Affiliate Disclosure
If you buy through our links, we may get a commission. Read our ethics policy.

Apple's iTunes revenues don't include $7 billion paid to app developers

Last updated

Apple has paid its iTunes App Store developers a cumulative $7 billion, with $5 billion of that paid out just in 2012. However, those payouts aren't included in its reported $12.9 billion in iTunes revenues for 2012.

Horace Dediu of Asymco clarified that Apple's "iTunes/Software/Services" counts wholesale revenues of iTunes Music sales, but "agency model" revenues of Apps and iBooks, meaning that Apple only counts its 30% cut of apps within iTunes revenue, not the more than $7 billion that it has paid out to app developers.

The rapid increase in the pass-through payments Apple has made to its developers shows how fast the company's own app revenues are actually growing.
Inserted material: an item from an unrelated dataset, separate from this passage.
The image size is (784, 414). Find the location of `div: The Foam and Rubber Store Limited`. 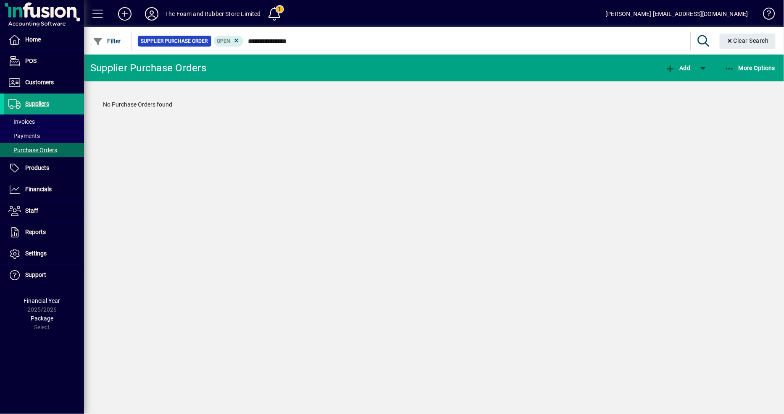

div: The Foam and Rubber Store Limited is located at coordinates (213, 14).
It also highlights why developers are targeting iOS first, or exclusively, while largely ignoring Android and other mobile platforms.
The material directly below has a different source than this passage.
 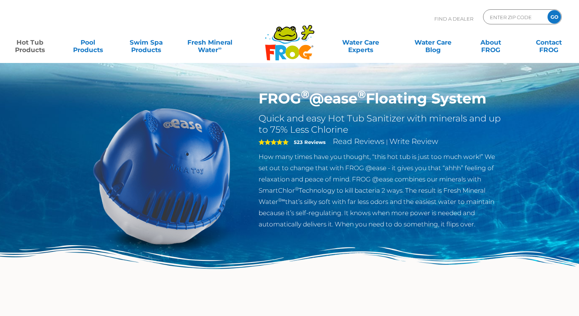 What do you see at coordinates (549, 42) in the screenshot?
I see `a: ContactFROG` at bounding box center [549, 42].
A self-funding marketing campaign

Apple first announced having paid out over $1 billion to developers in June 2010, after just over two years of App Store sales involving over five billion app downloads.
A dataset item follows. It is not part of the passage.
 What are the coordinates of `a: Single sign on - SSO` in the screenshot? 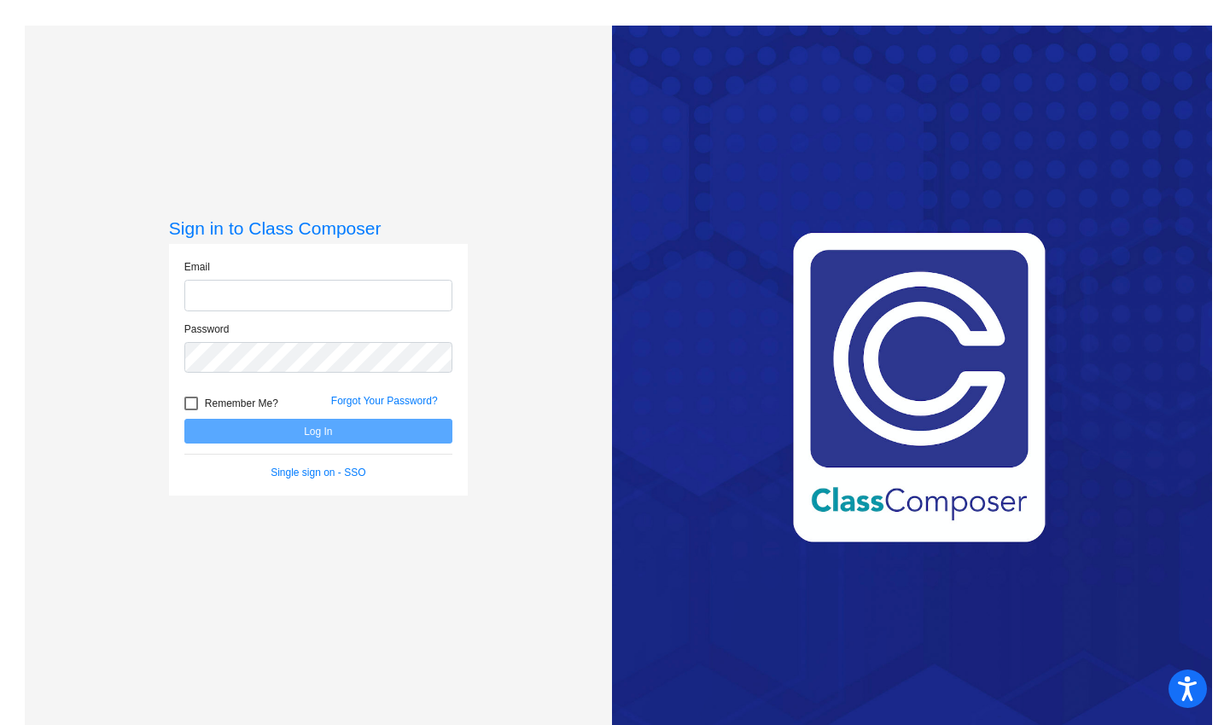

In the summer of 2011, the amount paid to developers had jumped to 2.5 billion, more than doubling its size and pace in just one year.

Four months later at the iPhone 4S launch in October, Apple stated it had sold 250 million iOS devices and that the App Store had seen a total of 18 billion downloads, paying out over $3 billion to developers.

Just a few months later (one year ago at the start of 2012) Apple said it had now reached $700,000 in payments to developers in just one quarter, pushing its cumulative payouts to developers above $4 billion.

By the end of 2012, the cumulative payments to app developers had more than doubled to $7 billion as app downloads hit the 40 billion mark.

The incredible growth of iOS app sales has funded, through the 30 percent cut Apple charges paid apps within iTunes, the rapid development of iTunes on both the Mac and iOS. Last year, Apple completely overhauled both its mobile clients and its desktop apps.

At the same time, developers' contributions to the iTunes App Store have kept it the largest and most frequently updated mobile software marketplace, despite the appearance of rival app stores introduced by Amazon, Google, Microsoft, RIM, Nokia, Samsung and others.

As previously noted, Apple is now reporting iTunes/Software/Service and Accessories revenue greater than the entire phone business of any of its rivals apart from Samsung.



13 Comments

desuserign 17 Years · 1316 comments

Puts things in perspective (for those who couldn't see it before.)

danielsw 15 Years · 906 comments

This is great news and very significant to me.

 

I've been an Apple Zealot since about 1979. In 1987, I became a fulltime freelance illustrator working exclusively on a Mac and using Adobe software.

 

Earning a decent living ensued for the next 25 years.

 

I'm now transitioning into being an iOS developer, learning the language and roughing in numerous ideas for apps.

 

Having worked for myself all these years, I've enjoyed one benefit in particular: being able to choose my customers, sometimes "firing" the ones I didn't like.

 

The iOS platform was an obvious choice for me as it appeared on the scene. Though the Corona SDK has its merits and though it offers cross-platform compilation of my source code, I've decided to stay with Apple, Cocoa Touch, and most likely publish exclusively for the iPad.

 

It's just what seems "right" to me for all the things I want to do, and for the kind of people that choose the iPad.

 

So it's very reassuring that I picked the right path so many years ago, that I've stayed the course, and that Apple has prevailed and prospered into what it is today so that my main dream for these decades is finally going to be realized.

bobringer 23 Years · 106 comments

Quote:
Originally Posted by DESuserIGN 

Puts things in perspective (for those who couldn't see it before.)

 

Um... puts WHAT in perspective?

jragosta 17 Years · 10472 comments

[quote name="DESuserIGN" url="/t/155916/apples-itunes-revenues-dont-include-7-billion-paid-to-app-developers#post_2275941"]Puts things in perspective (for those who couldn't see it before.)[/quote] Not really. Big numbers like that don't mean very much. It would, however, put things in perspective if you mentioned that Android developers have earned $1.57 on Android apps.

mj1970 14 Years · 8984 comments

Quote:
Originally Posted by AppleInsider 

Apple has paid its iTunes App Store developers a cumulative $7 billion, with $5 billion of that paid out just in 2012. However, those payouts aren't included in its reported $12.9 billion in iTunes revenues for 2012.

 

 

That's because revenue (to Apple) reflects what Apple was paid. Apple's costs (in this case perhaps cost of goods sold) is where the money paid to developers (or music companies or book publishers) is reported.